Just hatched from eggs!
Revised to Puma concolor spp. cougar.
Florida Panther, Puma concolor coryi (Bangs, 1899). Everglades National Park, Florida, USA. Photo by David L. Govoni ©2012
www.nps.gov/ever/naturescience/floridapanther.htm
www.floridapanthernet.org/
en.wikipedia.org/wiki/Florida_panther
Observation and photo by Ren Spautz
This cat entered my camp in site 1 at the Grass Shack. It was an almost 15 minute encounter. Weirdly I once posted a thread in the forum about seeing a cougar and not being able to get a picture. I got more than I bargained for for sure. I definitely made the NPS Rangers morning very exciting and gave them five minutes of hair-raising video.
An adult female was drinking with two almost grown cubs at my pond.
This little individual was almost stepped on. It was in the middle of the sidewalk in front of Splash Mountain. I moved it into the bushes.
Part of long-term monitoring project: https://maxallen.inhs.illinois.edu/files/2019/05/Allen-Tiger-Preferred-Prey-In-Press-1.pdf
3mm length. Translucent, with dark spots.
Observado en las afueras de la Villa de Xpujil y reportado a la CONANP/RBC. Después de ser capturado se traslado al CIVS de San Bartolomé en la Ciudad de Tekax en Yucatán.
Found at 10pm 12m up a tree. Stayed there for an hour or so until we left.
Re-growth from fire.
This male mountain lion - a migrant from South Dakota - was infamously struck 41-miles east of Greenwich, CT. This was the first verifiable documentation of a cougar in Connecticut since the 1890s. The attributed location and time is from where it was struck by a car. There is no breeding population of cougars in New England, though they historically occupied every continental US state.

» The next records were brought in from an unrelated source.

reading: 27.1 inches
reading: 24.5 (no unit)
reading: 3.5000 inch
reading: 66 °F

Photos supplied with permission from the Connecticut Department of Energy & Environmental Protection (CT DEEP), Wildlife Division, courtesy of Cyndy Chanaca.

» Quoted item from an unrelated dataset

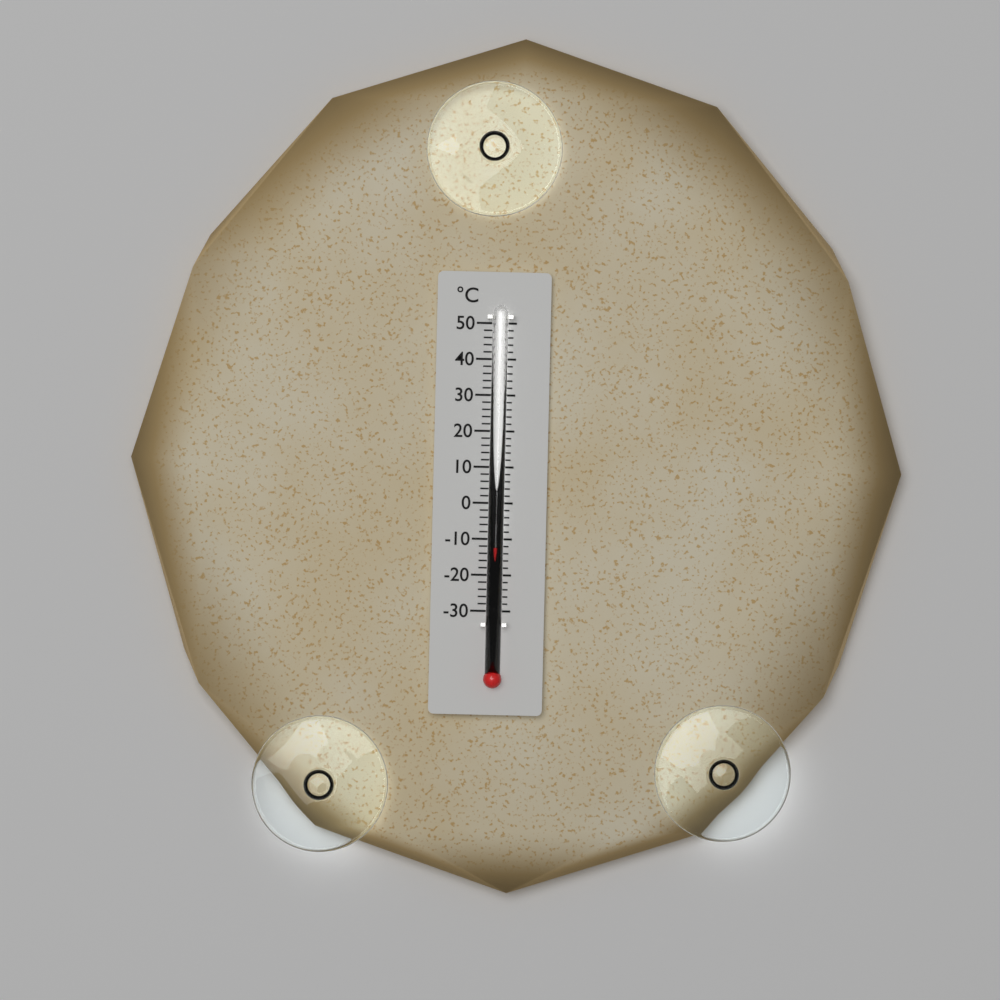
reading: -12 °C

Individual photo credentials: Paul J. Fusco/ CT DEEP-Wildlife
Further reading:
Jaguar photographed on nearby trail camera about the same time.
Location is accurate to mountain, obscured for protection.

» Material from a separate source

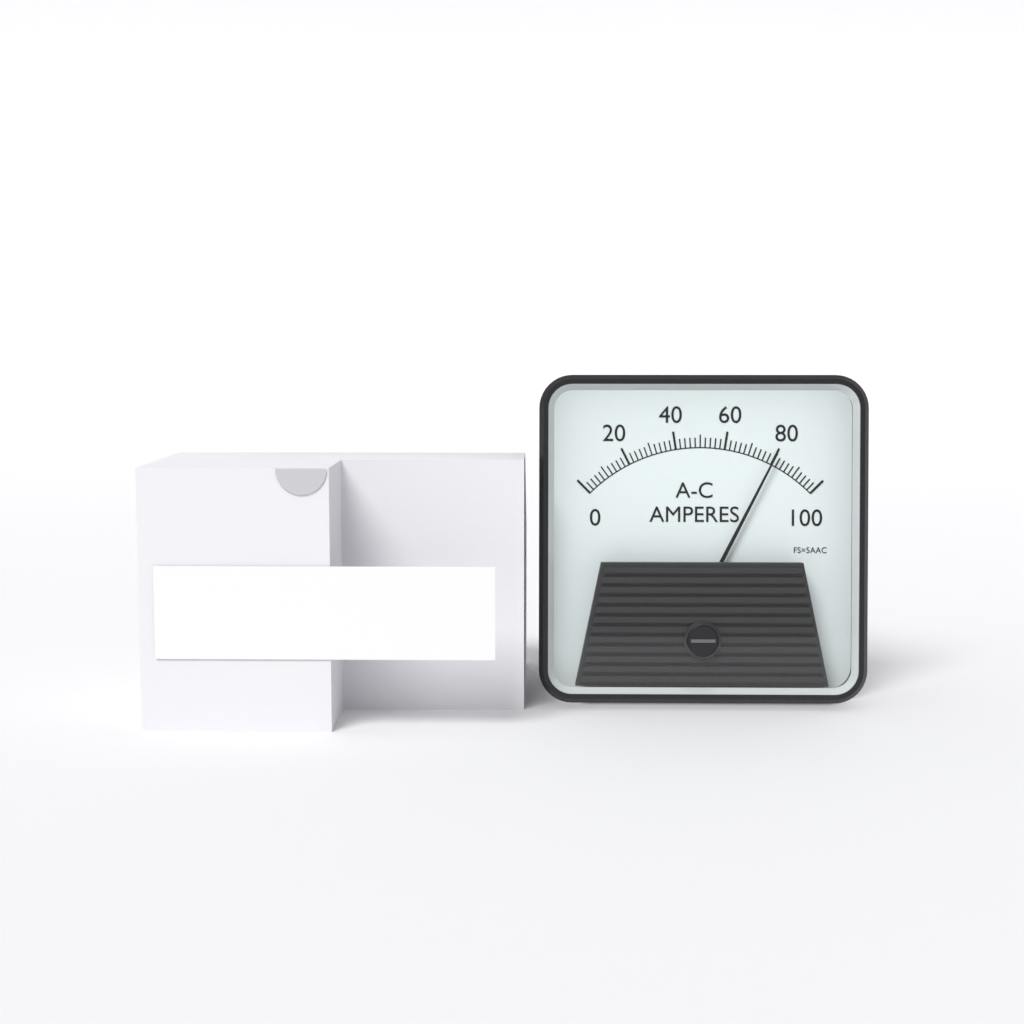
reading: 80 A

Taken 08/10/2016. Credit: NOAA Office of Ocean Exploration and Research, Deepwater Wonders of Wake
EX1606 DIVE08
Ocean sailing from Hawaii to Victoria - thousands of sailing jellyfish
While investigating snow leopard kill sites, we (@otocolobus) encountered two ~5 week old cubs at a secondary den site. Cubs were well hidden in a rock hollow beneath an overhanging Lonicera shrub.
Wonderful to stumble upon concrete signs of successful reproduction springing from Kyrgyzstan's continued commitment to meaningful snow leopard conservation.
I thought that this hummingbird had decorated its nest with pieces of yarn until I saw it picking dead leaves from a lavender plant below the nest.
I wasn't really observing at the moment, but this Bobcat walked across my backyard and I had to get a shot. This was my first time seeing a Bobcat! Very exciting moment for me.